I copied that blurb from the book description online, but in fact, I had the good fortune to see an early draft of this book. It is utterly, stunningly beautiful. It is sad, dark, scary, and glorious. I cannot wait to get my hands on a finished copy.
The Hazel Wood, by Melissa Albert
“Seventeen-year-old Alice and her mother have spent most of Alice’s life on the road, always a step ahead of the uncanny bad luck biting at their heels. But when Alice’s grandmother, the reclusive author of a cult-classic book of pitch-dark fairy tales, dies alone on her estate, the Hazel Wood, Alice learns how bad her luck can really get: Her mother is stolen away―by a figure who claims to come from the Hinterland, the cruel supernatural world where her grandmother’s stories are set. Alice’s only lead is the message her mother left behind: ‘Stay away from the Hazel Wood.’
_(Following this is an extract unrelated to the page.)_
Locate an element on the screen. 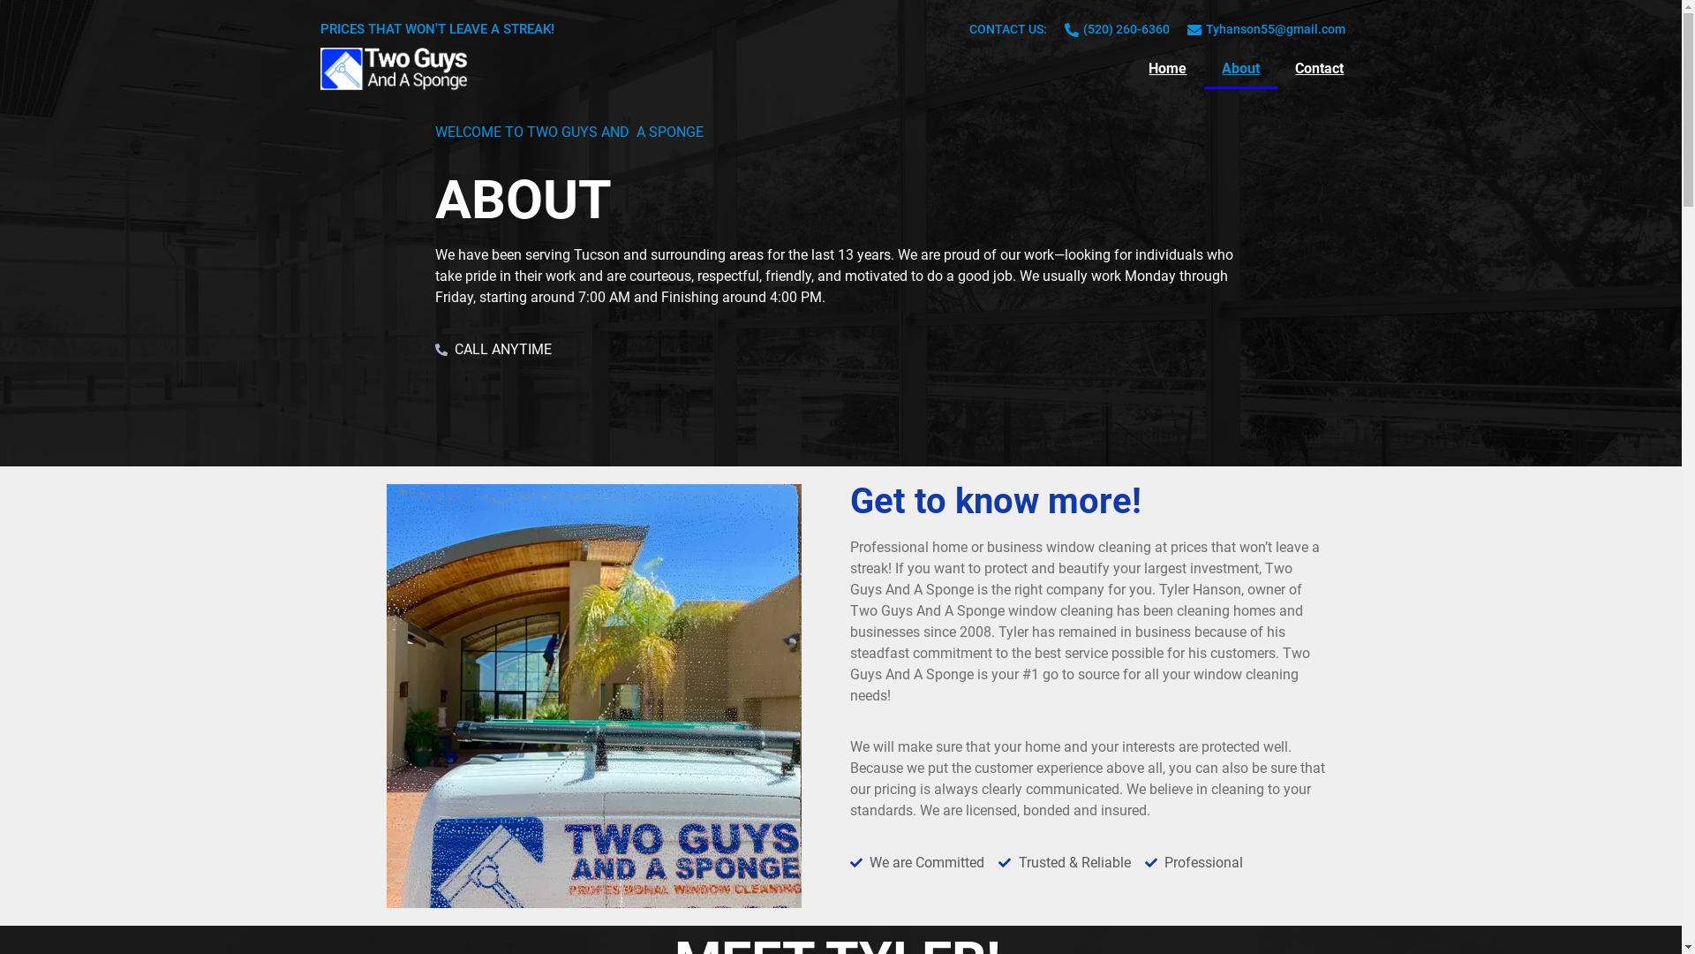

“Alice has long steered clear of her grandmother’s cultish fans. But now she has no choice but to ally with classmate Ellery Finch, a Hinterland superfan who may have his own reasons for wanting to help her. To retrieve her mother, Alice must venture first to the Hazel Wood, then into the world where her grandmother’s tales began―and where she might find out how her own story went so wrong.”
I’m rereading this book right now, in preparation for our Thursday event, and I keep reading lines out loud to Kevin because they delight me so much. This book is smart, thought-provoking, beautifully written, and also a great story. Please come help me celebrate Melissa Albert’s debut on Thursday at the Brookline Booksmith!